The UK is ramping up investment in semiconductor development, striving to build local supply chains for a technology that is becoming critical to modernising the automotive sector, with widespread further applications across electronics and telecommunications.
The UK department for business, energy and industrial strategy in late June awarded £73mn ($91mn) of additional funding to 10 projects committed to achieving low-carbon technology in the automotive industry. The funding is provided through the Advanced Propulsion Centre (APC) and the recipients span multiple technologies ranging from future battery design to creating lighter-weight vehicles.
Among them is a development team bringing together automakers BMW and McLaren Applied, Compound Semiconductor Applications Catapult (CSAC), Customer Interconnect Limited (CIL), Lyra Electronics and the University of Warwick, with the aim of fostering a new UK supply chain for subcomponents and system capability for the future of electromobility.
"It is an exciting time for the UK automotive industry — we are on the precipice of an innovation landslide. The technology we invest in now is set to make an impact on the next generation of vehicles. The 10 projects chosen to receive funding will all develop the next iteration of electrification solutions — showing that it is fast becoming the technology of choice for a wide range of vehicles and that it is vital to ensuring a sustainable low-carbon future," APC director of technology and projects John Beasley said.
Meanwhile, Cardiff University-led consortium CSconnected last week won £43.7mn of state funding to help it drive forward "the world's first compound semiconductor cluster", pulling together 12 entities spanning industry, academic institutions and government. The investment is provided through UK Research and Innovation's flagship Strength in Places fund.
CSconnected aims to establish a new photonics supply chain for communications and sensing markets, a new semiconductor-based photovoltaic supply chain, enabling high-altitude unmanned aerial vehicles, and a miniaturised semiconductor chip packaging platform for emerging applications in power electronics and 5G communications, consortium member CSAC said.
An increasingly politicised technology
Semiconductors come in multiple forms with some comprising single elements such as silicon or germanium while others are compounds such as gallium nitrite or silicon carbide. As the desired applications evolve, so too does the science behind them, with the 5G revolution in particular ushering in a fresh wave of considerations about how different types of semiconductor function.
As semiconductors become increasingly woven into technological advances for multiple industries, concerns have escalated about vulnerabilities in the metals supply chains needed to manufacture them, and they have become caught in political crosshairs.
The US this year increased its restrictions on companies using components produced in the US to manufacture chips for China's Huawei, prompting a number of Chinese companies to now accelerate investment in their own semiconductor development and secure supply.
Meanwhile, the US Defense Department has moved to secure access to domestic supplies of semiconductors and satellite solar panels, particularly pertinent amid the Covid-19 pandemic's disruption of international supply logistics. Under the US Defense Production Act, the department has signed supply contracts with a US subsidiary of Canada-based electronic materials producer 5N Plus and US-based SolAero Technologies.
And two bills were introduced in the US Congress last month with the aim of increasing federal investment in semiconductor research and technology development, introducing incentives to base manufacturing facilities in the US and provide more tax credits for investment in the sector.
"As our economy shifts away from the long-standing model of industrialism coupled with the uncertainty of a global pandemic, we now more than ever need the federal government to continue its support of game-changing industries like semiconductors and microelectronics," Mohawk Valley EDGE president Steven DiMeo, said of one of the bills.
CASC estimates that overall the compound semiconductor market is valued at around $30bn. Some analysts estimate that the global market for compound semiconductors will reach $125bn by 2025, with other analysts estimating that the global market for compound semiconductors will grow to more than $300bn by 2030 — three times their projected growth rates for silicon alone, CSAC said.
French semiconductor materials producer Soitec estimates that global demand for silicon carbide wafers alone — a type of semiconductor being targeted at the electric vehicle sector in particular — will increase tenfold by 2030.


#### [INSTRUCTIONS FOR THE TASK]
All lines from the one with "This 1024w x" to the end of the material, both included, are to be written out exactly and without anything else.

#### [MATERIAL FOR THIS TASK]
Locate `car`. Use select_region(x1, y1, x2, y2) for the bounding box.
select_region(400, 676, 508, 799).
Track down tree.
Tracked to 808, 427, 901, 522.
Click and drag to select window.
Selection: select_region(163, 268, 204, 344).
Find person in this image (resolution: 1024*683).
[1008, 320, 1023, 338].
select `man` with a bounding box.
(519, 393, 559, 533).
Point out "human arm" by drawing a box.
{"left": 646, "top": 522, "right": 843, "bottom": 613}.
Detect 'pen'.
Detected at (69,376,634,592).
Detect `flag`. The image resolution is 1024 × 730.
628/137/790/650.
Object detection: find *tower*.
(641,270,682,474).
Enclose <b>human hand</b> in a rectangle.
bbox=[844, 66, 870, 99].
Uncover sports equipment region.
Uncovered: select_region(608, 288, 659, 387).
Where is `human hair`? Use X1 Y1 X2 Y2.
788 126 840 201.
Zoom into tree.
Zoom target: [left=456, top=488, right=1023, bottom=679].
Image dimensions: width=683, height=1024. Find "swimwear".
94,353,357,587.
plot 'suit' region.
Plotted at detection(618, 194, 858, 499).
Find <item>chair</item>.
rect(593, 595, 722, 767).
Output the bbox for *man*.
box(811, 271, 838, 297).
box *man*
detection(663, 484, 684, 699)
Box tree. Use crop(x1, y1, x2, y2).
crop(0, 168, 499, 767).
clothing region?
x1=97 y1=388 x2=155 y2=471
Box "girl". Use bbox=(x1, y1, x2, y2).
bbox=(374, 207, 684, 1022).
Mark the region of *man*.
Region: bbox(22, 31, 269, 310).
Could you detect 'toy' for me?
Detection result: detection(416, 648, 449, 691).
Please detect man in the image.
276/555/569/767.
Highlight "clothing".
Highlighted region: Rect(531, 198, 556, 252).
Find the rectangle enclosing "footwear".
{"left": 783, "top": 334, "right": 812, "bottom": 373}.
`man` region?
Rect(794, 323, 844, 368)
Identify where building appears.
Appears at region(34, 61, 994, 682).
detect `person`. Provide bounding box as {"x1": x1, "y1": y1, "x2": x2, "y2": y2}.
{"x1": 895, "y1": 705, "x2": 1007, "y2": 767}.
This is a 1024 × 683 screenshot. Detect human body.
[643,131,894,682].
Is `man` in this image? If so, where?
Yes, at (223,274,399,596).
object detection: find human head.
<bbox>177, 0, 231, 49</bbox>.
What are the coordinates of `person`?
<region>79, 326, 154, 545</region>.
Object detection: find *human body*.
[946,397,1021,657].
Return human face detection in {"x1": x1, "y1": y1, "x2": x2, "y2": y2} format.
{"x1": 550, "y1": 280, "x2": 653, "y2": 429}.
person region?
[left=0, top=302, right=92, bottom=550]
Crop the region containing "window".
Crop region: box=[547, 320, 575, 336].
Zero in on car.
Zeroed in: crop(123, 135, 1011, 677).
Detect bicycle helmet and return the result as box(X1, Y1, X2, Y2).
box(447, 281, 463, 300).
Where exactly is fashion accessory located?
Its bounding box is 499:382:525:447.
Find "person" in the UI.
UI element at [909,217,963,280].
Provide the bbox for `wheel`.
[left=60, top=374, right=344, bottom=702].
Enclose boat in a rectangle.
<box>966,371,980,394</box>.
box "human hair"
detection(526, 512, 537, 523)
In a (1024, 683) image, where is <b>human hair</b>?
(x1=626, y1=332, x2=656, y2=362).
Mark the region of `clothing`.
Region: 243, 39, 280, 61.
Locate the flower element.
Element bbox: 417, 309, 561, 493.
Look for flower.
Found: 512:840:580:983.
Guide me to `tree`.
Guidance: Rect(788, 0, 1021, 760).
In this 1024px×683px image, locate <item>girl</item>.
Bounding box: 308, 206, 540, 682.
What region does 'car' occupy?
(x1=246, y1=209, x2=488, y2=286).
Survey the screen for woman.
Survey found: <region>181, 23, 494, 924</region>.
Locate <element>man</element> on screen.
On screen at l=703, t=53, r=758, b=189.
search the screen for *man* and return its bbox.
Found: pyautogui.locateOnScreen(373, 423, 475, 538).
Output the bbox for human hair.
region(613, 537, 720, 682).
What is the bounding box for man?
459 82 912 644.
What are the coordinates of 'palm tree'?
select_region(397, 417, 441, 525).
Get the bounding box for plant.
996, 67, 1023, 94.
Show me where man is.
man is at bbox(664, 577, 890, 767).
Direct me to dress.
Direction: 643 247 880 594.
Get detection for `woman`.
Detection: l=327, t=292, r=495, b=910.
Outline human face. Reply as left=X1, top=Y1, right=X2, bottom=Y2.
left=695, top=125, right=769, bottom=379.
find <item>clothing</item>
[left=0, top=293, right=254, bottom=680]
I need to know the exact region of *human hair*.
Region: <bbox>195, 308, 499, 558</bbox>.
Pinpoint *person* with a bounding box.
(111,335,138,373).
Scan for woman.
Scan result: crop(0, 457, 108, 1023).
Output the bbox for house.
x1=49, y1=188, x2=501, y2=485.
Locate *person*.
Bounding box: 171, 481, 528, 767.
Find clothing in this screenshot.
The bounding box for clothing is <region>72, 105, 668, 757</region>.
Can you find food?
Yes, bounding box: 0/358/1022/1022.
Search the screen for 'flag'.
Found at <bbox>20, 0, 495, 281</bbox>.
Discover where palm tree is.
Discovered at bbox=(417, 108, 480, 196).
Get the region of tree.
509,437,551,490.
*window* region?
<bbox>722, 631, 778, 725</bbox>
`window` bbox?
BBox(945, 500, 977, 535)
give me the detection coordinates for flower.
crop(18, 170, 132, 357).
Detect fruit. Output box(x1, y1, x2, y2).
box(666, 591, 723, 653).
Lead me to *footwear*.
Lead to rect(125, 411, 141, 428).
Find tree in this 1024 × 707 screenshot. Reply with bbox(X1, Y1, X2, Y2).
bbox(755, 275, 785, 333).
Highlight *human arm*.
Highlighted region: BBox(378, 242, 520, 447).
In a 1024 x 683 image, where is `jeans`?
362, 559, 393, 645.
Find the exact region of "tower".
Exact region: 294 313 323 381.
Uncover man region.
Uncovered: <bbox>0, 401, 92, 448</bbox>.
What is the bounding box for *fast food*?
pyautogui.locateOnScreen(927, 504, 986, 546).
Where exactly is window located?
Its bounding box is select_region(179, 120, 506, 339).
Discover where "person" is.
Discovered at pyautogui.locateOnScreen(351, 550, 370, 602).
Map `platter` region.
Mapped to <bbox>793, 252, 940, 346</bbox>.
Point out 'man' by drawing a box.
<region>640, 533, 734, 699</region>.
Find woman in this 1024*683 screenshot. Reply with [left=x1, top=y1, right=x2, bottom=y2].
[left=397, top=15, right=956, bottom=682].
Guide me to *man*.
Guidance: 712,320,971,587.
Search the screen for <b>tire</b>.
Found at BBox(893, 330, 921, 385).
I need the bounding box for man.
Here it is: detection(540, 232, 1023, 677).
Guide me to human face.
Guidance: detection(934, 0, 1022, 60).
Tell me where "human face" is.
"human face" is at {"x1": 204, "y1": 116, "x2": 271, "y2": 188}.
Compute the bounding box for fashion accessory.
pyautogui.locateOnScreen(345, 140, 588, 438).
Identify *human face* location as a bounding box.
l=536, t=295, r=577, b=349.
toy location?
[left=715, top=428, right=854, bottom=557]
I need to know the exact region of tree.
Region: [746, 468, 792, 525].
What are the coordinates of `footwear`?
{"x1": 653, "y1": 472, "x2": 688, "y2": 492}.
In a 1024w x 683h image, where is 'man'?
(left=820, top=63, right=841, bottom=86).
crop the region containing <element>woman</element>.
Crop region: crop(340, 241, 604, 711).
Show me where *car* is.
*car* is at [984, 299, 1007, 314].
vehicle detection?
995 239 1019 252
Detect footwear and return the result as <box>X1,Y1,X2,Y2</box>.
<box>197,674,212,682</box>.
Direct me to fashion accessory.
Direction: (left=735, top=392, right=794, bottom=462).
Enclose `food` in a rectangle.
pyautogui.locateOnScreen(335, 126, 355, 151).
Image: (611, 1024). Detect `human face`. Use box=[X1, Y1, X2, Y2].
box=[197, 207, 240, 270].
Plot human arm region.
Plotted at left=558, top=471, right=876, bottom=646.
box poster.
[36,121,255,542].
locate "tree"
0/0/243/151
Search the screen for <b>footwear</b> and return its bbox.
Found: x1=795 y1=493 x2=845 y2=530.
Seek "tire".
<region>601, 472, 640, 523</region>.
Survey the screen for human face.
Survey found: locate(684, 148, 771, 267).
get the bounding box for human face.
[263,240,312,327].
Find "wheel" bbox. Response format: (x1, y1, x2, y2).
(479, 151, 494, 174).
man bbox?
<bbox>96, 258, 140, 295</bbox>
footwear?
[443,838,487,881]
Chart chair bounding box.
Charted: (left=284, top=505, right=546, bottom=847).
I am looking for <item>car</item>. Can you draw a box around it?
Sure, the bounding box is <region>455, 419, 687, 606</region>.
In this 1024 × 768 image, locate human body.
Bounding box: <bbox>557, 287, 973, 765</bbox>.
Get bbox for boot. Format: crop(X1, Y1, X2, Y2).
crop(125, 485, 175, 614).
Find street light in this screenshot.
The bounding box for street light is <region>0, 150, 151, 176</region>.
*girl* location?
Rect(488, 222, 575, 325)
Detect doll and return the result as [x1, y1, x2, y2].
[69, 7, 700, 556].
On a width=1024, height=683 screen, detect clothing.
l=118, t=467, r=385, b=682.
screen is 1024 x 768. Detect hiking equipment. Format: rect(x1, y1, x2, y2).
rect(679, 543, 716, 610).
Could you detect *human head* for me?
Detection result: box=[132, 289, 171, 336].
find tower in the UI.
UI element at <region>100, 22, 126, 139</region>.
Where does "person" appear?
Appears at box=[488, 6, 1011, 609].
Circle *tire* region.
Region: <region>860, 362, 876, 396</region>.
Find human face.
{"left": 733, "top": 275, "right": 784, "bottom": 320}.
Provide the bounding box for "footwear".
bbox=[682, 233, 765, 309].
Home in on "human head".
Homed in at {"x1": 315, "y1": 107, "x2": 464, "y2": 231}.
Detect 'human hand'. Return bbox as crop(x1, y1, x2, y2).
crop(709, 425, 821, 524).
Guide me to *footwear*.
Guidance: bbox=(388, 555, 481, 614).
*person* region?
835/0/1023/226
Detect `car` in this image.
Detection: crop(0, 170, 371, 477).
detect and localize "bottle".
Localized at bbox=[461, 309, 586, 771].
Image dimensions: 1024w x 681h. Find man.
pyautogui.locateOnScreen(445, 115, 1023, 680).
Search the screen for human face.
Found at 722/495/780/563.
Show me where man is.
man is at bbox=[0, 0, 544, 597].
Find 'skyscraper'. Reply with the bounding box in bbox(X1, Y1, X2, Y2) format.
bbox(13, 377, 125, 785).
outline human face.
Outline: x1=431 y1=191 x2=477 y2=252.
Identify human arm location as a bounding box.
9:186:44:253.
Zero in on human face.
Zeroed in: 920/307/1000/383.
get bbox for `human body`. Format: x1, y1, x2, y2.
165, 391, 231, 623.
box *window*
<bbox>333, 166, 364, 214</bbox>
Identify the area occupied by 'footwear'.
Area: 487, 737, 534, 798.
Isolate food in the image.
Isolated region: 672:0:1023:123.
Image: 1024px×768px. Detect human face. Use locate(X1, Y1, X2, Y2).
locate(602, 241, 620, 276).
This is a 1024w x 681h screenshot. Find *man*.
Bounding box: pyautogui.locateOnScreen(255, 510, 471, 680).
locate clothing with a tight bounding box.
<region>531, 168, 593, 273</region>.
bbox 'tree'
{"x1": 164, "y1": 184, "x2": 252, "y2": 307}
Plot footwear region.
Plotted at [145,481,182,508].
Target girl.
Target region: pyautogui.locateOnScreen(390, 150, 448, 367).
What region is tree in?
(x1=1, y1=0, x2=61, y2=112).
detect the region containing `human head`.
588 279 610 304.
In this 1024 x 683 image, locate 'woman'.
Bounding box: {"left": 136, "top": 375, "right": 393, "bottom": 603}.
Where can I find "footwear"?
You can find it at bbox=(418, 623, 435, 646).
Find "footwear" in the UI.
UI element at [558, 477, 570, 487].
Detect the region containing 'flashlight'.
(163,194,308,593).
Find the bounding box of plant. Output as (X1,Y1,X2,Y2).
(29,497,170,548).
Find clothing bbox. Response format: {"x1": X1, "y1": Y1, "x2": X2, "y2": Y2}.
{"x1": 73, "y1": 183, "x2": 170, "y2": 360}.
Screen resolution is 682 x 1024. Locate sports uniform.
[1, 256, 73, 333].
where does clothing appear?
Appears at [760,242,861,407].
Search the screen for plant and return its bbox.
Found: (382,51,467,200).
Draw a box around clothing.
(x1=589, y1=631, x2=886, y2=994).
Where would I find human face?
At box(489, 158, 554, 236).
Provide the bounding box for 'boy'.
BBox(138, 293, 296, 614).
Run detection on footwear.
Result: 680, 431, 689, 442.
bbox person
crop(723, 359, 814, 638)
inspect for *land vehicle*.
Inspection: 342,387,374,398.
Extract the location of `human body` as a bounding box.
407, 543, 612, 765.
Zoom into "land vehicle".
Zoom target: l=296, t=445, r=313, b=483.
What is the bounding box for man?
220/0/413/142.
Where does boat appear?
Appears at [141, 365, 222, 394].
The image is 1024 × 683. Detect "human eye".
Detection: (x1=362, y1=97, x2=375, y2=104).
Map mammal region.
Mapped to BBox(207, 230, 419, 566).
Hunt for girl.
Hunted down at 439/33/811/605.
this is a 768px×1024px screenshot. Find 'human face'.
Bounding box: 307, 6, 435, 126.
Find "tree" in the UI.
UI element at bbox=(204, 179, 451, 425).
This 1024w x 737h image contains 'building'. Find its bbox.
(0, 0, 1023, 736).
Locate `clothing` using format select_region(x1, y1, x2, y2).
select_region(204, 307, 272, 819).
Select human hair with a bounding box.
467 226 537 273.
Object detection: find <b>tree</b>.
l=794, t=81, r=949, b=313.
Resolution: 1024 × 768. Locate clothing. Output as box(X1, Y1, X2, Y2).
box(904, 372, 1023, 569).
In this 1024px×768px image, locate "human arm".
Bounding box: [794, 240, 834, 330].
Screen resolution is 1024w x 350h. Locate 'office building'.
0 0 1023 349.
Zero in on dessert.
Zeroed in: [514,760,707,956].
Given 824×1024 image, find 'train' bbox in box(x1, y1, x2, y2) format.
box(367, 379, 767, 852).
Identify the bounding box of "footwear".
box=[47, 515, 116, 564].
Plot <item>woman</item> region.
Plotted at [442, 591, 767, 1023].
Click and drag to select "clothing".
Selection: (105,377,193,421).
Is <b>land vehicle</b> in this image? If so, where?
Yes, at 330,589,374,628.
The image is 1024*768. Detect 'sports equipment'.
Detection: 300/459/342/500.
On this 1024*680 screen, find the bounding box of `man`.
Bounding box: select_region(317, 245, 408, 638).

#### [ANSWER AREA]
This 1024w x 737h image contains 'building'. Find its bbox.
(0, 0, 1023, 736).
Locate `clothing` using format select_region(x1, y1, x2, y2).
select_region(204, 307, 272, 819).
Select human hair with a bounding box.
467 226 537 273.
Object detection: find <b>tree</b>.
l=794, t=81, r=949, b=313.
Resolution: 1024 × 768. Locate clothing. Output as box(X1, Y1, X2, Y2).
box(904, 372, 1023, 569).
In this 1024px×768px image, locate "human arm".
Bounding box: [794, 240, 834, 330].
Screen resolution is 1024w x 350h. Locate 'office building'.
0 0 1023 349.
Zero in on dessert.
Zeroed in: [514,760,707,956].
Given 824×1024 image, find 'train' bbox in box(x1, y1, x2, y2) format.
box(367, 379, 767, 852).
Identify the bounding box of "footwear".
box=[47, 515, 116, 564].
Plot <item>woman</item> region.
Plotted at [442, 591, 767, 1023].
Click and drag to select "clothing".
Selection: (105,377,193,421).
Is <b>land vehicle</b> in this image? If so, where?
Yes, at 330,589,374,628.
The image is 1024*768. Detect 'sports equipment'.
Detection: 300/459/342/500.
On this 1024*680 screen, find the bounding box of `man`.
Bounding box: select_region(317, 245, 408, 638).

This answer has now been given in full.